For Yuri Salmona, executive director of the Cerrados Institute, the country has a chronic problem with legal deforestation: the so-called authorizations for the suppression of native vegetation, granted by the environmental agencies of each state.

“In the cerrado, we have 20% of the legal reserve, 35% in the transition area [com a Amazônia]. What can be authorized is immensely greater”, said Salmona, comparing the scenario with that of the Amazon. For him, government actions should focus on improving the use of areas that have already been deforested.

“The path is to look at the fact that we have more than 30 million hectares of underutilized pastures, which mean that we no longer need to deforest. There are a series of public policies that the states can implement to correct this trajectory.”

The lack of consolidation of authorization data is also problematic, he explains.

“We have Sinaflor [Sistema Nacional de Controle da Origem dos Produtos Florestais]which should gather this information, but the states do not use it and authorize it [para desmatamento]. It lacks a check to know what is legal and what is not. The ministry itself has this difficulty,” he points out.

Marcio Astrini, executive secretary of the Climate Observatory, a network that brings together more than 90 socio-environmental organizations, says that the government needs the states to deal with the problem.

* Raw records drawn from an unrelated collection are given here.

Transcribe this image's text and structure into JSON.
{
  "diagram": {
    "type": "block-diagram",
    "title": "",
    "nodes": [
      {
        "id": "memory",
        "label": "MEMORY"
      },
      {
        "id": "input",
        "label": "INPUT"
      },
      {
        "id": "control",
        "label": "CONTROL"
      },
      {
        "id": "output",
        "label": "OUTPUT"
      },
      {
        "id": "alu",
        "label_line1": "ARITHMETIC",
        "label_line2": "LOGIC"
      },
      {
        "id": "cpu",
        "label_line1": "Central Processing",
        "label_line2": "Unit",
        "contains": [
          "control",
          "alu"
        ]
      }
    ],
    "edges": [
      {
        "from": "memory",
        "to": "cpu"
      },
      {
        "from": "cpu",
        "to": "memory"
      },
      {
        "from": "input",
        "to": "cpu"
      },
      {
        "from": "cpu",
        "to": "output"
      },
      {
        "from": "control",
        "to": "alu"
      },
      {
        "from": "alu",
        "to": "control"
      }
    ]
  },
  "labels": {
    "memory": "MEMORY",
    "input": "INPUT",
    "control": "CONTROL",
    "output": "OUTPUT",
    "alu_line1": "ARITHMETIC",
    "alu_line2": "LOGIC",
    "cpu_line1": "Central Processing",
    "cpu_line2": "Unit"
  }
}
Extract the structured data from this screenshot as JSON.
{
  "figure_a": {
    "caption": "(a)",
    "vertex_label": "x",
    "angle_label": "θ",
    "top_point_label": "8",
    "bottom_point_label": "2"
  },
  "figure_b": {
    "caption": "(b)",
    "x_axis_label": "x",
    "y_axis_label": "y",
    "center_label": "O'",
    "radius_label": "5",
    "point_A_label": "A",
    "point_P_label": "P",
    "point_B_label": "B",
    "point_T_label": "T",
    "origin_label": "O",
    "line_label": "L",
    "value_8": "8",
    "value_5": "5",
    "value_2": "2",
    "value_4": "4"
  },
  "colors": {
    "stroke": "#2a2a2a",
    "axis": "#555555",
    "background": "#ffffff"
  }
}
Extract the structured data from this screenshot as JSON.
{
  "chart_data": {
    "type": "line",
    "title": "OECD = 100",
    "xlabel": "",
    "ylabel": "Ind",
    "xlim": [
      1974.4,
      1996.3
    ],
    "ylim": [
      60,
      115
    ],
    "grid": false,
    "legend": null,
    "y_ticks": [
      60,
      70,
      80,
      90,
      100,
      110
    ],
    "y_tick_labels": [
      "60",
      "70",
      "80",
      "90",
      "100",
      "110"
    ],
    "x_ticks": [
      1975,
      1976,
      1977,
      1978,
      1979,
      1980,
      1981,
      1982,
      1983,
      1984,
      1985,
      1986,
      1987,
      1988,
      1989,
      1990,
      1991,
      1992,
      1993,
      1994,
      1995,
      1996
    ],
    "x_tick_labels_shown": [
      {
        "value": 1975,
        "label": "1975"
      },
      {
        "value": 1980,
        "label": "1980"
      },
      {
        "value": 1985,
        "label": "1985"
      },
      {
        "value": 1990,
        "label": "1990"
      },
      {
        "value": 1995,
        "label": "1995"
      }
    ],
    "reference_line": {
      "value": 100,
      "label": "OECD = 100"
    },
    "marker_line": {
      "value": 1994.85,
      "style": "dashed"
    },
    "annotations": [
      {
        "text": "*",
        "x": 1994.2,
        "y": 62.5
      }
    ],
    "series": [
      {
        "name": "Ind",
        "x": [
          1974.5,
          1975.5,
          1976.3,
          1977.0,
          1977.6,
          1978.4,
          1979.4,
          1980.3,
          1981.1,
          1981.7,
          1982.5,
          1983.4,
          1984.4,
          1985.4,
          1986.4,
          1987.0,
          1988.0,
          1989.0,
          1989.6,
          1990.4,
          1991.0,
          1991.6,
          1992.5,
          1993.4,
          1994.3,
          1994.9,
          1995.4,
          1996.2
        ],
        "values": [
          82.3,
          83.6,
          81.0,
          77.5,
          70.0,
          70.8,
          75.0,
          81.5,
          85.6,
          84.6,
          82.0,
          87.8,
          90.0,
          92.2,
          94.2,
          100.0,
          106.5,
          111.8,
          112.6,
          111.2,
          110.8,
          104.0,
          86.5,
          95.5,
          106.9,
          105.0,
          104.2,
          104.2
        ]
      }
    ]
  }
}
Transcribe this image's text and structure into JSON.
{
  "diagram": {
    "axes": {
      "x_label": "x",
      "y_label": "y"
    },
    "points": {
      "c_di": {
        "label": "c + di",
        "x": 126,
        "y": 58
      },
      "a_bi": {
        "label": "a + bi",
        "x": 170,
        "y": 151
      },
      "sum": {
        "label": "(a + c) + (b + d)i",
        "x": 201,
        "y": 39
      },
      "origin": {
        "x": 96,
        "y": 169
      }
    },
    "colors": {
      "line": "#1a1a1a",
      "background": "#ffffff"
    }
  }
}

“It is not possible for the government to launch a PPCerrado without the states being grounded in the plan. You have to investigate and sit down together with the state, or you get a double message: the federal government poses difficulties and the state government relaxes”, he assesses.

According to WWF-Brasil, actions taken by the ministry, such as limiting credit on rural properties with illegal deforestation, are welcome, but the government needs to create a quick structured fight.

“We hope that, like the Amazon, this region will receive more protection and initiatives like the PPCerrado”, said the organization, in a note.

The Planeta em Transe project is supported by the Open Society Foundations.